I remember my mom yelling at my dad through the phone, and wondering when I might get to meet him. I remember meeting him, the sound of his laugh, the slope of his shoulder, how he rubbed his feet together at the end of the day, how he took the list my mom had made of everything I couldn’t eat and wadded it up and threw it away.
I remember meeting my son for the first time at age 16, how we hugged, how he walked with a swagger and reminded me of a cross between James Dean and my own father.
I remember “Dreams” by Fleetwood Mac playing on my mom’s record player as I lay on the floor on my stomach trying to recreate illustrations of Garfield and Charlie Brown.
I remember meeting my grandfather and thinking his skin looked like alligator hide, and noticing the faded blue anchor stamped into the side of his upper arm, and how he laughed when I ate a hot pepper off the bush in his yard.
I remember marveling at a pregnant harvest moon while driving with my mom from Astoria to Portland at night in an old Audi Fox, how we talked and laughed and sang along with the tinny-sounding radio.
I remember the crippling crush I had on a girl i didn’t really know in my junior year, just hooked on her looks and the ideas I had about her in my teenage head.
I remember the first time I had a wet dream, waking confused to a damp sheet pressed against the heat of my thighs, my adam’s apple tight in my throat as I slipped out of bed in search of a cool drink of water.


* _WORK ORDER_:
The expected answer comprises all lines from the entries that contain the string "will".

* _GIVEN DATA_:
──────────

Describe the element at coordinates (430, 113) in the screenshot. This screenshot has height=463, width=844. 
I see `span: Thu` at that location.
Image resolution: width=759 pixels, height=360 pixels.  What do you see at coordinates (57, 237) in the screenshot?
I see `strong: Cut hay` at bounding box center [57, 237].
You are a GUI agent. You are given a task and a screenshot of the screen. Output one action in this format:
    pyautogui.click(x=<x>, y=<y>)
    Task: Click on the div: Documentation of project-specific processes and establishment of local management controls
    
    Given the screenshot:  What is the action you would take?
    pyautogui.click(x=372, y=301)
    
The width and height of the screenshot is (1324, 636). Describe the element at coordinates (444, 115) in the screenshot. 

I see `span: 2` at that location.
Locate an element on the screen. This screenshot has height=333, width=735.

──────────

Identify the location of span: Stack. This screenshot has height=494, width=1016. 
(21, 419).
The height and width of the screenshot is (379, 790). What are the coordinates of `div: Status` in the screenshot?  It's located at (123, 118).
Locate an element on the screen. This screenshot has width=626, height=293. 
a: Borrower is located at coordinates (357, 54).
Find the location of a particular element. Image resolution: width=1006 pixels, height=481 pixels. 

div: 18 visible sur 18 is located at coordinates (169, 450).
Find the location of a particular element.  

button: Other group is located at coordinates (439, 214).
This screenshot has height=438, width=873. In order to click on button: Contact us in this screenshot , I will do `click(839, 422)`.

──────────

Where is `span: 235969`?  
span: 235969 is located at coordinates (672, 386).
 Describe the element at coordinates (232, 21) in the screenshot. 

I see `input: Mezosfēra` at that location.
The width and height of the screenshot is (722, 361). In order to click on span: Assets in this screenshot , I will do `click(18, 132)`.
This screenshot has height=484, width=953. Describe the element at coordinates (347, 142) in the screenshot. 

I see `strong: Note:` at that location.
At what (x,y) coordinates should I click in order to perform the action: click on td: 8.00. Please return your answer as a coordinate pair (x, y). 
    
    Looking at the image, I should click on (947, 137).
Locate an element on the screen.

──────────

* _EXERCISE RESPONSE_:
This screenshot has height=438, width=873. In order to click on button: Contact us in this screenshot , I will do `click(839, 422)`.
The width and height of the screenshot is (722, 361). In order to click on span: Assets in this screenshot , I will do `click(18, 132)`.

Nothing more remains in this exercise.